After 21 years in the wilderness, South Africa were readmitted to the Olympic fold by the International Olympic Council on this date in 1991, thus paving the way for athletes from that country to participate in the Barcelona Olympics the following year.

South Africa had previously last taken part in the 1960 Games in Rome with an all-white team, and were expelled from the Olympic movement in 1970 for apartheid, their racially discriminatory policy. Almost as a direct result of their expulsion by the IOC, South Africa became somewhat of a pariah in international sport across the globe.

The readmission was made possible by the South African parliament repealing principal apartheid statutes in June of 1991 under the stewardship of then President FW de Klerk. Once the IOC opened their doors, other sporting bodies soon followed suit. The South African cricket team under Clive Rice made a historic first tour of India in November 1991 for three One-Day Internationals, their first international cricketing engagements since 1970.

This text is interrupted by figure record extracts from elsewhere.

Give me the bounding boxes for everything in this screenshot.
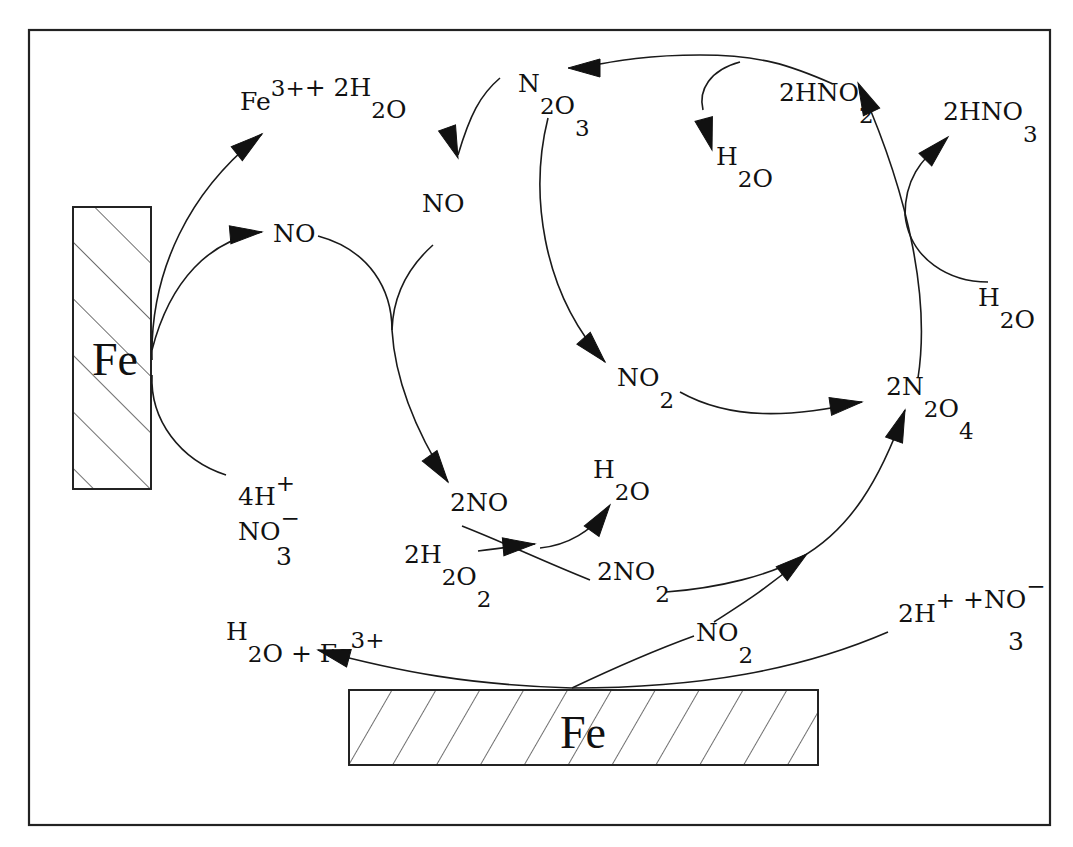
species-h2o-top: H2O — [716, 142, 773, 193]
arrowhead-icon — [422, 451, 455, 488]
species-labels: Fe3++ 2H2ONO4H+NO−3N2O3NOH2O2HNO22HNO3H2… — [226, 69, 1046, 668]
reaction-diagram: Fe Fe Fe3++ 2H2ONO4H+NO−3N2O3NOH2O2HNO22… — [0, 0, 1073, 847]
arrow-fe-to-fe3 — [152, 127, 268, 360]
arrowhead-icon — [577, 332, 612, 368]
species-2h-no3-bottom: 2H+ +NO− — [898, 573, 1046, 628]
arrow-h-no3-to-fe — [152, 375, 226, 475]
arrowhead-icon — [829, 393, 863, 415]
reaction-arrows — [152, 55, 988, 688]
species-2h-no3-bottom-sub: 3 — [1008, 627, 1024, 656]
electrode-left-label: Fe — [92, 334, 138, 385]
arrow-fe-to-no — [152, 223, 263, 350]
arrow-h2o-to-2hno3 — [905, 131, 988, 282]
species-h2o-small: H2O — [593, 455, 650, 506]
arrowhead-icon — [502, 535, 535, 556]
arrow-surface-to-no2 — [572, 636, 694, 688]
species-no2-bottom: NO2 — [696, 618, 753, 668]
species-no-left: NO — [273, 219, 315, 248]
arrow-n2o3-to-no — [439, 78, 500, 161]
arrow-junction-to-h2o — [540, 500, 617, 548]
species-2hno3: 2HNO3 — [943, 97, 1038, 147]
species-no2-middle: NO2 — [617, 363, 674, 413]
species-2no2: 2NO2 — [597, 557, 670, 607]
species-no-middle: NO — [422, 189, 464, 218]
species-n2o3: N2O3 — [518, 69, 590, 141]
arrow-2no-to-2no2 — [462, 526, 590, 580]
species-h2o-right: H2O — [978, 283, 1035, 334]
electrode-bottom: Fe — [349, 690, 818, 765]
arrow-no-to-2no — [318, 236, 455, 487]
arrow-no2-to-2n2o4 — [680, 392, 863, 415]
arrowhead-icon — [584, 500, 617, 537]
arrowhead-icon — [229, 223, 262, 244]
arrowhead-icon — [886, 407, 914, 443]
species-fe3-2h2o-top: Fe3++ 2H2O — [240, 73, 406, 124]
species-2no: 2NO — [450, 488, 508, 517]
species-no3-minus-left-sub: 3 — [276, 542, 292, 571]
species-no3-minus-left: NO− — [238, 505, 300, 546]
arrow-no-joins-loop — [392, 245, 433, 330]
arrow-n2o3-to-no2 — [540, 118, 612, 368]
arrow-no2-bottom-to-arrow — [714, 547, 813, 622]
electrode-bottom-label: Fe — [560, 707, 606, 758]
arrowhead-icon — [568, 59, 600, 77]
electrode-left: Fe — [73, 207, 151, 489]
arrow-branch-to-h2o — [695, 62, 740, 152]
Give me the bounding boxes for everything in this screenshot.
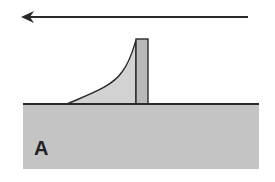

“It is a very important day, not only for the Olympic movement but for all sports around the world,” Juan Antonio Samaranch, the president of the IOC, had said while welcoming South Africa back into the fold. “I would like to see very soon athletes and players from South Africa taking part in major sports competition around the world.”

That dream was to soon be fulfilled as South African athletes left their mark across disciplines, fueled by their exhilarating charge to the rugby World Cup title in their own backyard in 1995, by which time the iconic Nelson Mandela had taken over as President.

That tournament was the first major sporting competition to be hosted by South Africa after the end of apartheid.